The enzyme is worrisome because it arms bacteria against carbapenems, a group of last-resort antibiotics. New Delhi metallo-beta-lactamase 1 (NDM-1)[1] is an enzyme that makes bacteria resistant to a broad range of beta-lactam antibiotics. Such bacteria are usually susceptible only to polymyxins and tigecycline.[2]
Resistance has increasingly become a problem in recent years because the pace at which we are discovering novel antibiotics has slowed drastically, while antibiotic use is rising
Without antibiotics, we will lose a lot of medical procedures, surgeries, dialysis, installation of foreign objects such as valve replacement, pacemaker, hip replacement.
More than anything else we will lose the confident way we live our everyday lives. If you knew that a simple wound can kill you, will you still go out, play, do sports and all of the things that you enjoy?
Today, economist Jim O’Neill’s 2016 Review on Antimicrobial Resistance for the UK government, states that 700,000 people worldwide die annually from AMR-related infections, and a predicted death toll of 10 million by 2050 will make AMR the world’s biggest cause of death, above cancer.
How did we get to this point? That we are at the threshold of golden epoch of antibiotics and what we look forward is the most terrifying phenomenon of deaths ue to antibiotic resistance?
Albert Alexander had scratched his face on a rose bush, the wound had become infected and the infection had spread
We think that this will only affect people who are in ICU, people who are at the end of their life.
When more people are exposed to more antibiotics, resistance is likely to build faster. And new alternatives are scarce, Kallen says, as the pace of developing novel antibiotics has slowed.
The vast majority of all those antibiotics sold for use in livestock aren’t being given to chickens, pigs and cows that are sick. Instead, they are being mixed in with food and water and fed to food animals routinely to promote faster growth and prevent disease in crowded, stressful, and unsanitary conditions—essentially as a substitute for better management practices.
As of April 1st, 2016, a total of 98 companies and 11 industry associations in 21 countries have signed the Declaration.

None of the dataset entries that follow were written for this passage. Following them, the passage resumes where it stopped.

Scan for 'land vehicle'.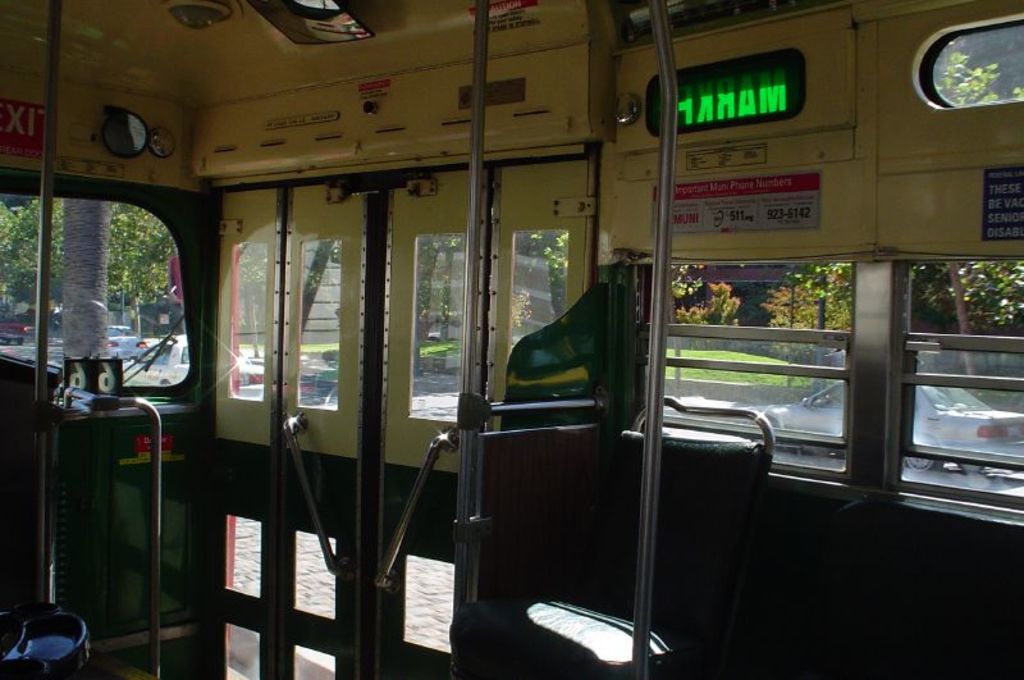
Scan result: bbox=(106, 324, 151, 356).
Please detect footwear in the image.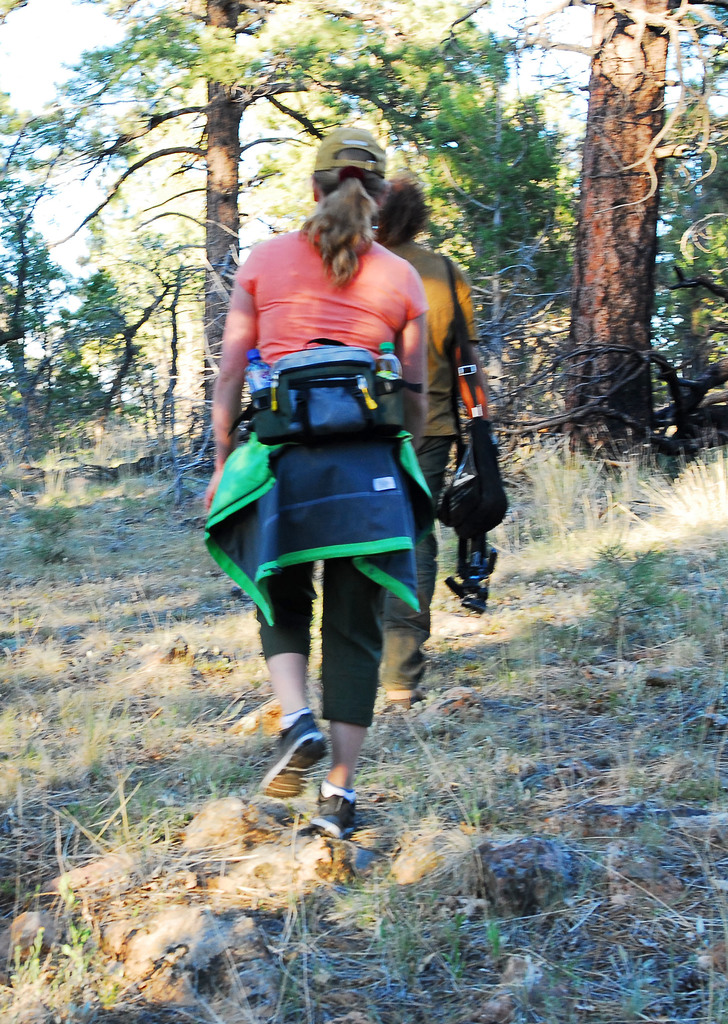
crop(302, 778, 353, 848).
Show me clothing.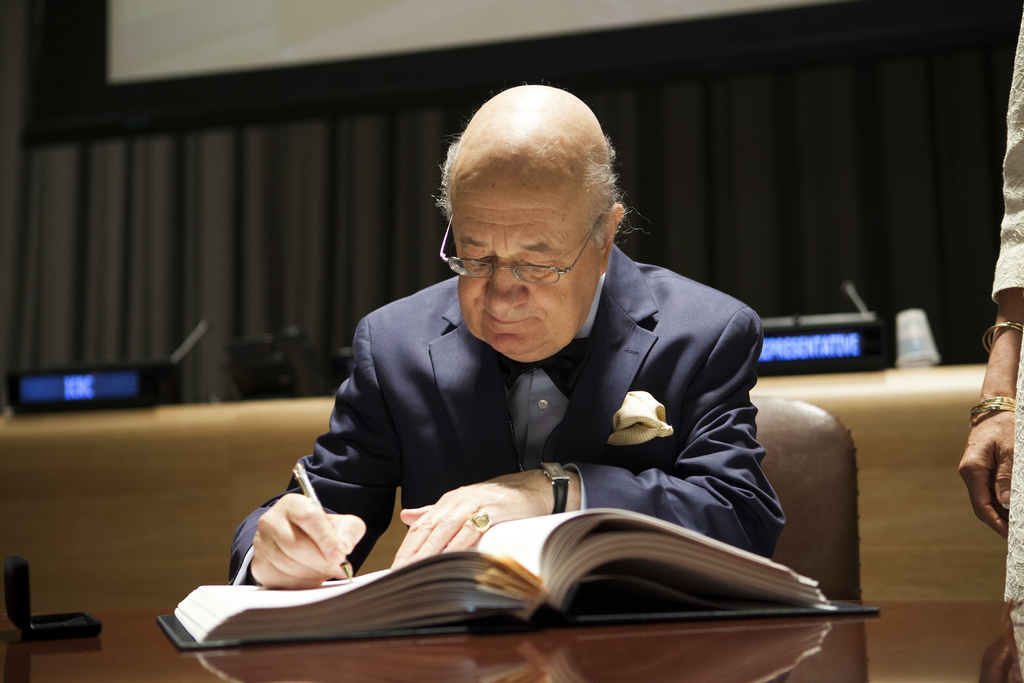
clothing is here: bbox=(988, 9, 1023, 680).
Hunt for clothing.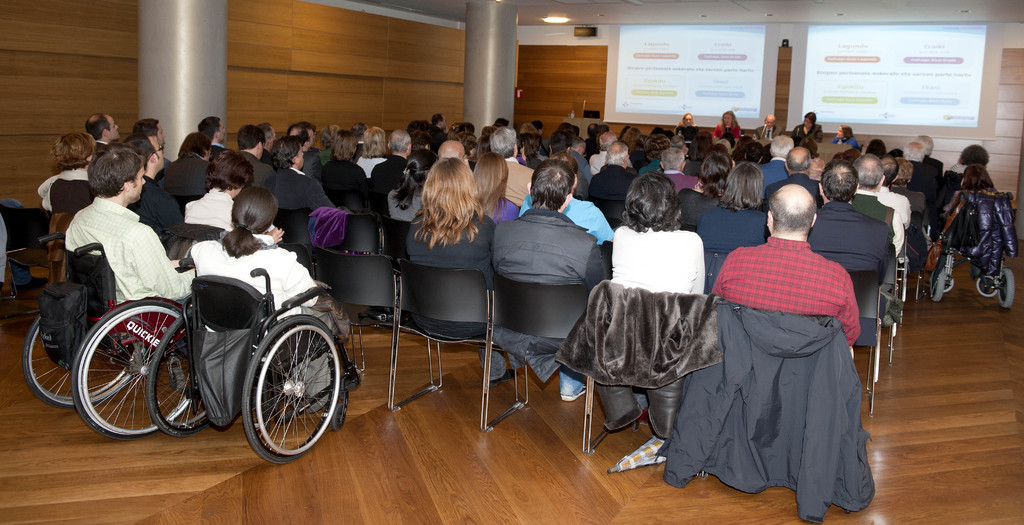
Hunted down at select_region(941, 194, 1023, 274).
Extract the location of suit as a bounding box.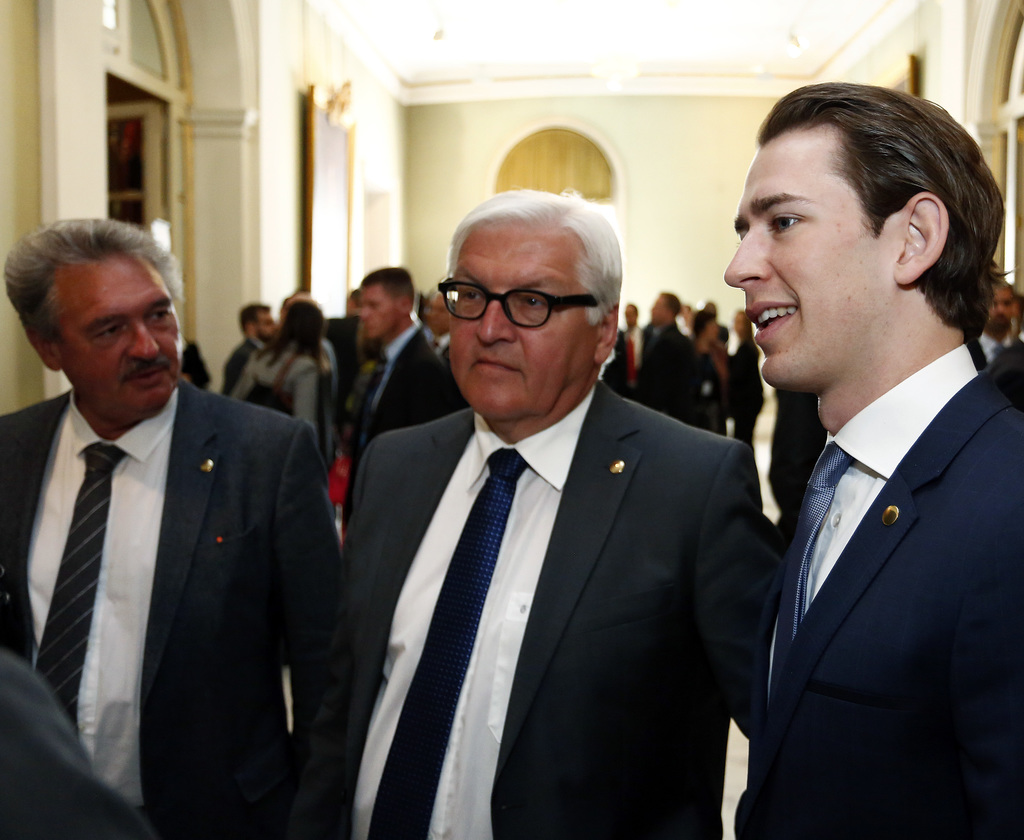
640 322 696 429.
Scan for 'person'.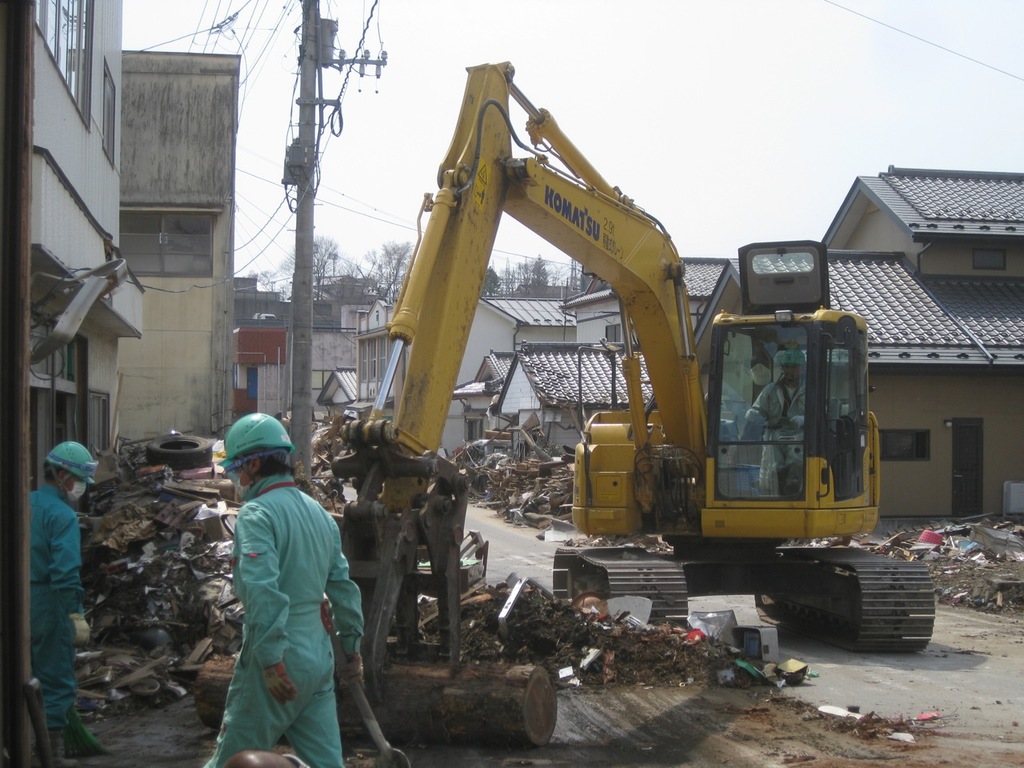
Scan result: <box>194,407,346,765</box>.
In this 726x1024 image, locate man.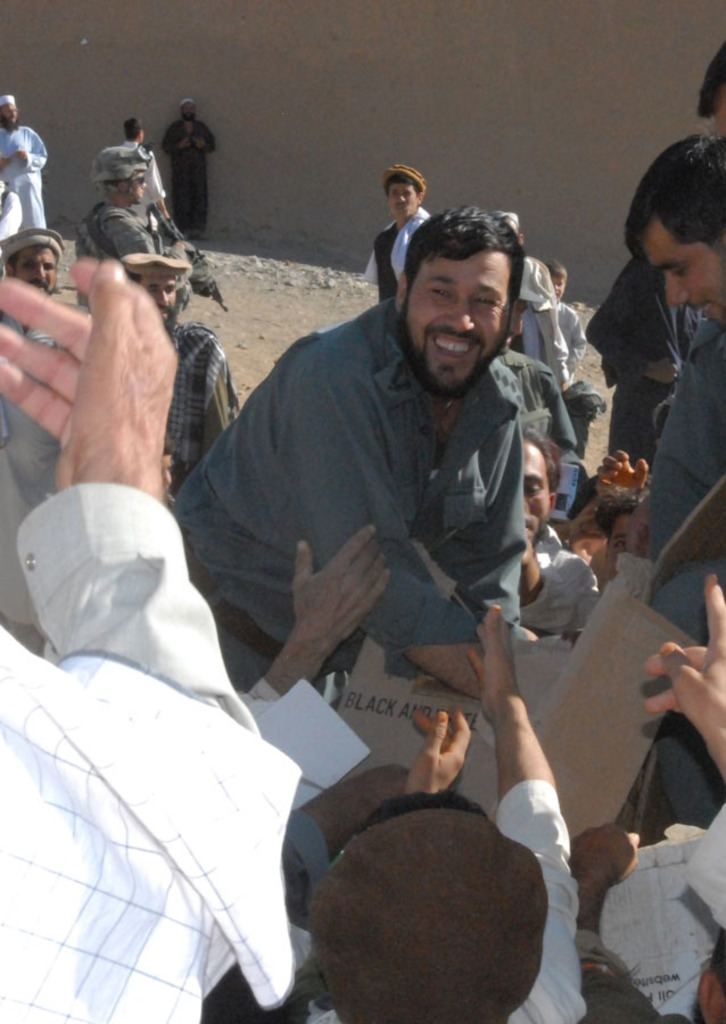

We were previously limited by our ability to isolate bacteria on media in the lab (predicted to support only 1% microbial growth). By culturing in situ we increase our odds of developing new antibiotics (50% grow).
Eleftheria terrae
Kim Lewis at Northeastern
'One Health' is an approach to designing and implementing programmes, policies, legislation and research in which multiple sectors communicate and work together to achieve better public health outcomes.
The areas of work in which a One Health approach is particularly relevant include food safety, the control of zoonoses (diseases that can spread between animals and humans, such as flu, rabies and Rift Valley Fever), and combatting antibiotic resistance (when bacteria change after being exposed to antibiotics and become more difficult to treat).